> Running ~1000 iterations for a 483px wide Mona Lisa on the google colab GPU runtime only takes around 40 seconds!. Compared to the CPU version which takes several hours to do the same for a smaller image
Isn't this excruciatingly slow? I remember my old 486 computer did run life at full-screen full-resolution in realtime (probably 25fps at 800x600 ?) How it has come to that after 20 years? How can a 20 year old CPU outperform a modern GPU by one order of magnitude? Is it all fault of lots of useless intermediary language layers?
> Looking into speed of execution was not a primary goal, but in case people are interested initial: study suggests this code will do about 10 billion cells / second on the Google Colab GPU runtime.

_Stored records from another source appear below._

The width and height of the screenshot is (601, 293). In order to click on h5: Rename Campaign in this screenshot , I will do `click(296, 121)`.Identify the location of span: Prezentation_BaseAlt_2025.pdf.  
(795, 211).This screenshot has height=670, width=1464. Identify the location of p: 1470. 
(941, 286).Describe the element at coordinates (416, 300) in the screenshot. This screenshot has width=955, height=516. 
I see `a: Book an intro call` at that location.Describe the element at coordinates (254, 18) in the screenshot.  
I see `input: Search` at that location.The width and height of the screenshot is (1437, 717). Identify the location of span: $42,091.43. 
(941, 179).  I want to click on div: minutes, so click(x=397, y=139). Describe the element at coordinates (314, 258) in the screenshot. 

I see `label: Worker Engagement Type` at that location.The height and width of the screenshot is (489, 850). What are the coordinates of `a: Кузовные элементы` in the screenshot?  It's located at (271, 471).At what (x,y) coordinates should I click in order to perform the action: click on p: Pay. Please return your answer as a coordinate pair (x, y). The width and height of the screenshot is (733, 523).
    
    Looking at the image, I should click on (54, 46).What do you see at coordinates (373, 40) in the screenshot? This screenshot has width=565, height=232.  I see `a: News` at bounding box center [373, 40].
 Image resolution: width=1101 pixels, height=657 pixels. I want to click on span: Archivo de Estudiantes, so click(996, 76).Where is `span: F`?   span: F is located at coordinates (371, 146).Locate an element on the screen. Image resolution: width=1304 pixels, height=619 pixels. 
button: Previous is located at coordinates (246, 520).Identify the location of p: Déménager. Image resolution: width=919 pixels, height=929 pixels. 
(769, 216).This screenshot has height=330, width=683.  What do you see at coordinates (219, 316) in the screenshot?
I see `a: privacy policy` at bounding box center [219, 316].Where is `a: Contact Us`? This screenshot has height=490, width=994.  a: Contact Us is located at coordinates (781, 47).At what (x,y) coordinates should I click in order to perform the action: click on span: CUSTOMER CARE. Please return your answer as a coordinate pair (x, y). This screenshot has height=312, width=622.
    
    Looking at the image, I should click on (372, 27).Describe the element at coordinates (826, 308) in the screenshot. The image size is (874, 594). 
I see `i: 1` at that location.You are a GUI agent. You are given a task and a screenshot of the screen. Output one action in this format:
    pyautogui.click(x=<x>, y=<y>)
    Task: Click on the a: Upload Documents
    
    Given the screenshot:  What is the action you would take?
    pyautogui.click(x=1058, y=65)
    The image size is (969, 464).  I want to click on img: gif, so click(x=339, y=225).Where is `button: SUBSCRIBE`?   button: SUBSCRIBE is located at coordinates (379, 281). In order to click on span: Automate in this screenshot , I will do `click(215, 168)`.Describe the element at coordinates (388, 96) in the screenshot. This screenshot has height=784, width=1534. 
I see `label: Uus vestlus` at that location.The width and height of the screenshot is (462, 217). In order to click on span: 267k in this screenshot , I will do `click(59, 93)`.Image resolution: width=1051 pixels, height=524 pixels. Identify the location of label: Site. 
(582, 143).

For comparision this simple numba optimized GoL propagation function achieves roughly one billion cells per second on CPU (i7-9700K):
@numba.jit
def propagate_jit(arr, result):
h, w = arr.shape
for y in range(1,h-1):
for x in range(1,w-1):
result[y,x] = arr[y,x]
num_neighbors = (
arr[y-1,x-1] + arr[y-1,x] + arr[y-1,x+1] +
arr[y,x-1] + arr[y,x] + arr[y,x] +
arr[y+1,x-1] + arr[y+1,x] + arr[y+1,x+1]
)
if num_neighbors == 3:
result[y,x] = 1
elif num_neighbors < 2 or num_neighbors > 3:
result[y,x] = 0
arr = np.random.randint(0,2,(700,480))
arr2 = arr.copy()
%timeit propagate_jit(arr, arr2)
# 333 µs ± 2.64 µs per loop (mean ± std. dev. of 7 runs, 1000 loops each)
700*480*1e6/333
# 1009009009.009009
Btw: The not numba optimized implementation will run in 806ms on my system. The optimization gives a speedup of over 2400.
Not entirely sure what @numba.jit is doing here as I haven't used numba - is it compiling to native CPU code? Another approach to speed up GoL would be to use a lookup table. 2^9 entries. It's kind of like having the sum pre-calculated. Using the lookup table approach with @numba.jit would probably be even faster yet.
Isn't this excruciatingly slow? I remember my old 486 computer did run life at full-screen full-resolution in realtime (probably 25fps at 800x600 ?) How it has come to that after 20 years? How can a 20 year old CPU outperform a modern GPU by one order of magnitude? Is it all fault of lots of useless intermediary language layers?